Among the chaos of a top party school rating and an unchanged national academic ranking, Ohio University received another designation — one that recognized its creative writing program.
Poets & Writers magazine named OU's creative writing program the third best in the country.
OU's program was listed behind those at the University of Denver and Florida State University.
The only other Ohio school to be ranked in the top 15 was the University of Cincinnati, which took the eighth-place spot.
OU was one of the first universities to offer a creative writing degree, said Director of Creative Writing Dinty Moore. He added that the top-three distinction positively reflects the program's history and current offerings.
“We were thrilled to be ranked number three program nationally,” Moore said. “The faculty and students worked very hard these past years enhancing the program. We have internationally known faculty teaching fiction, poetry and nonfiction to our graduate and undergraduate students.”
The ranking wasn't a surprise, said Samantha Hall, a senior studying creative writing.
“All of our professors are published,” Hall said. “Mark Halliday and his wife, Jill Rosser, both won prestigious fellowships and awards. Having teachers who are distinguished in the field definitely helps.”
The program offered at the university is rigorous and demands the best work from its students, Hall said.
“Most of us will take a combination of literature and creative writing,” she said. “In addition to creative writing, now you learn modern writing styles. In literature classes, you look at literary history, so you mix a little of the old and the new.”
Hall added that OU's creative writing program puts out two literary magazines —Sphere, created through the undergraduate program, and Quarter After Eight, from the graduate program.
The creative writing program encompasses different branches of writing, and students join the program for different reasons, said Kelly Ferguson, a creative writing Ph.D. candidate. Ferguson is studying in the nonfiction creative writing program.
“I was attracted to the program here at OU for its strong class courses and the good job placements the students get after getting their degree,” she said.
Many of the students going through OU's creative writing program have been published. Hall has published a 50-word story and a 298-word story about racial slurs that she wrote while studying abroad in Avignon, France.
“There’s a new rising genre called flash fiction, which are really short story pieces, and that’s what I do,” Hall said.
The program is built around writers' needs and helps students hone their writing skills, Ferguson said.
“The great thing about the creative writing program is that it’s small, and you receive individual attention,” she said. “Professor Dinty Moore really helped with my creative writing. We also have reading opportunities where we read our work to other people and have them critique it in what is good and what could use improvement. We also get to listen to seminars from famous authors such as George Saunders and have lunch with them. ”
Ferguson wrote a piece called My Life as Laura, which she said retraces the steps of Laura Ingalls Wilder. My Life as Laura will soon be published.
“I actually got to put on a pioneer dress and travel in my car to the places where she lived,” Ferguson said. “It really helped open my eyes and mind to a whole new perspective of writing.”
The program's greatest accomplishment, Moore said, is helping students to grow stronger in their writing and become published writers.
“Many of our graduates publish books with well-respected publishers, sometimes while still in the program, and some of them have won national awards for poetry or prose writing,” he said. “Our students have also been very successful upon graduation in finding excellent jobs teaching in other writing programs across the country. Most importantly, of course, they write beautiful and powerful poems, stories and essays.”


# Assigned task
Reproduce the entries exactly, but keep the pictures out of the copy.

Saved data entries:
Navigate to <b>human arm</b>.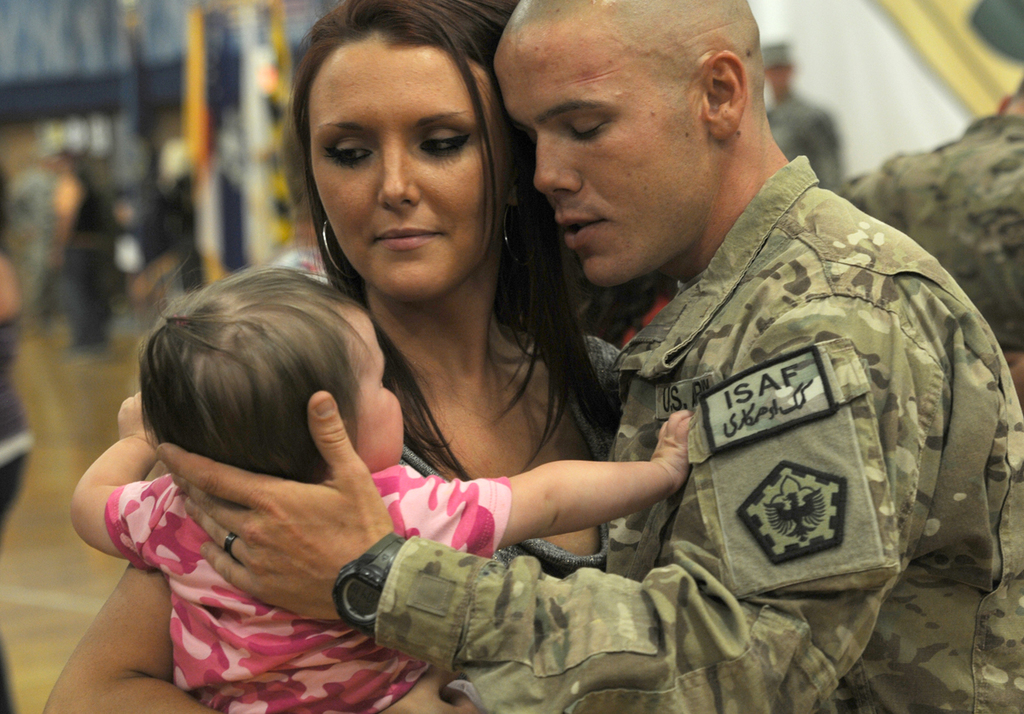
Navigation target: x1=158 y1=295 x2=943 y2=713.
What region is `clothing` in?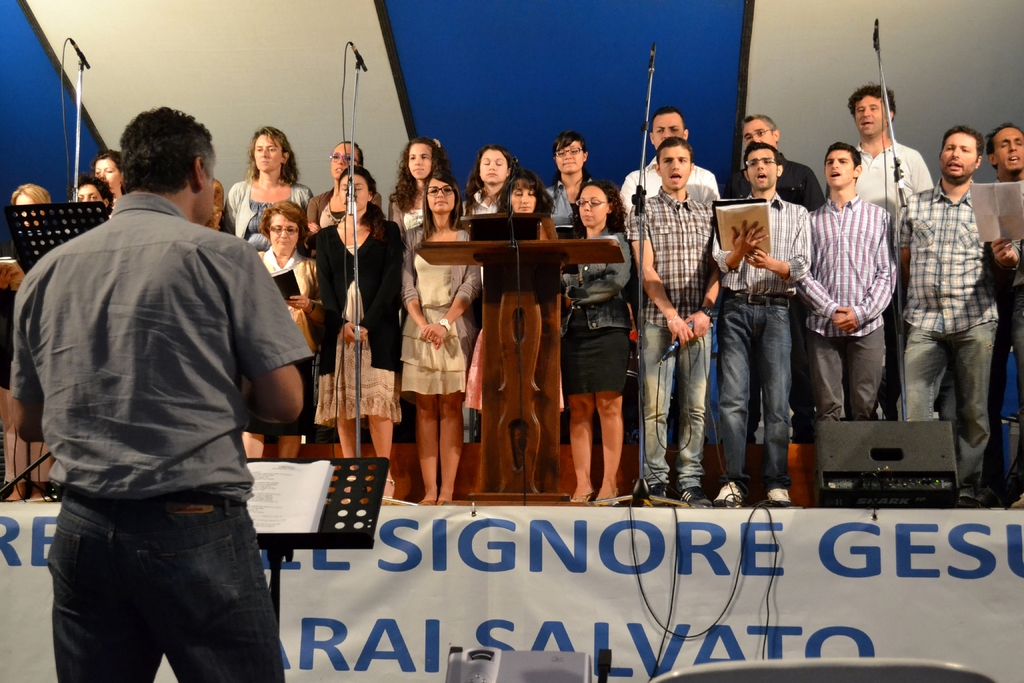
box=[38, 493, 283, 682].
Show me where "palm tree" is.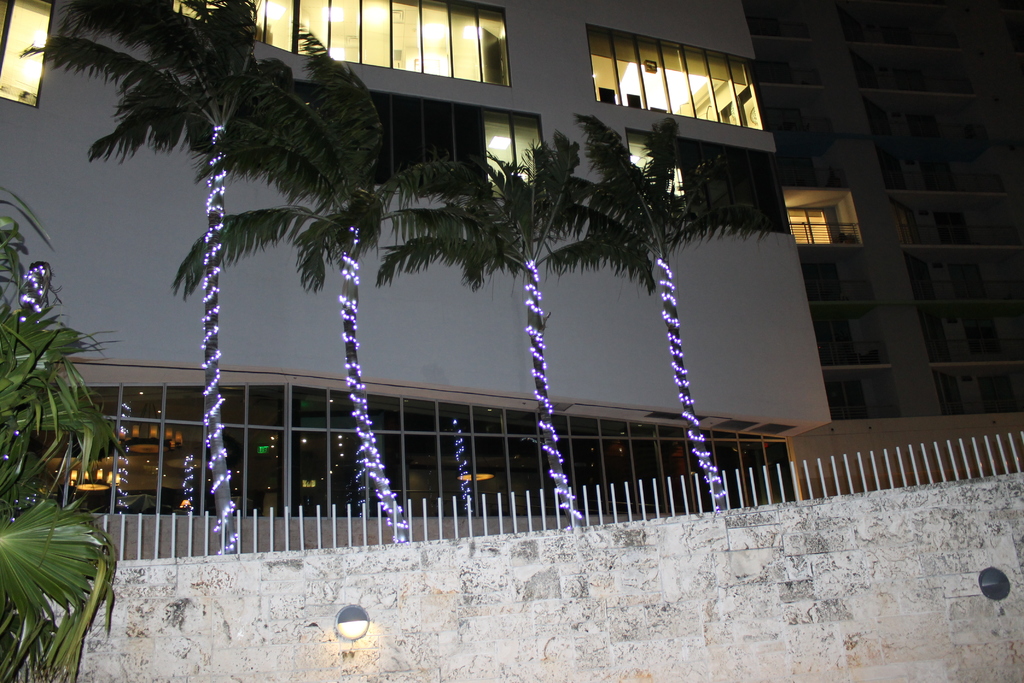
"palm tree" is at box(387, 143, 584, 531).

# Answer space
Navigate to <b>human arm</b>.
Navigation target: x1=158 y1=295 x2=943 y2=713.
What region is `clothing` in?
box=[38, 493, 283, 682].
Show me where "palm tree" is.
"palm tree" is at box(387, 143, 584, 531).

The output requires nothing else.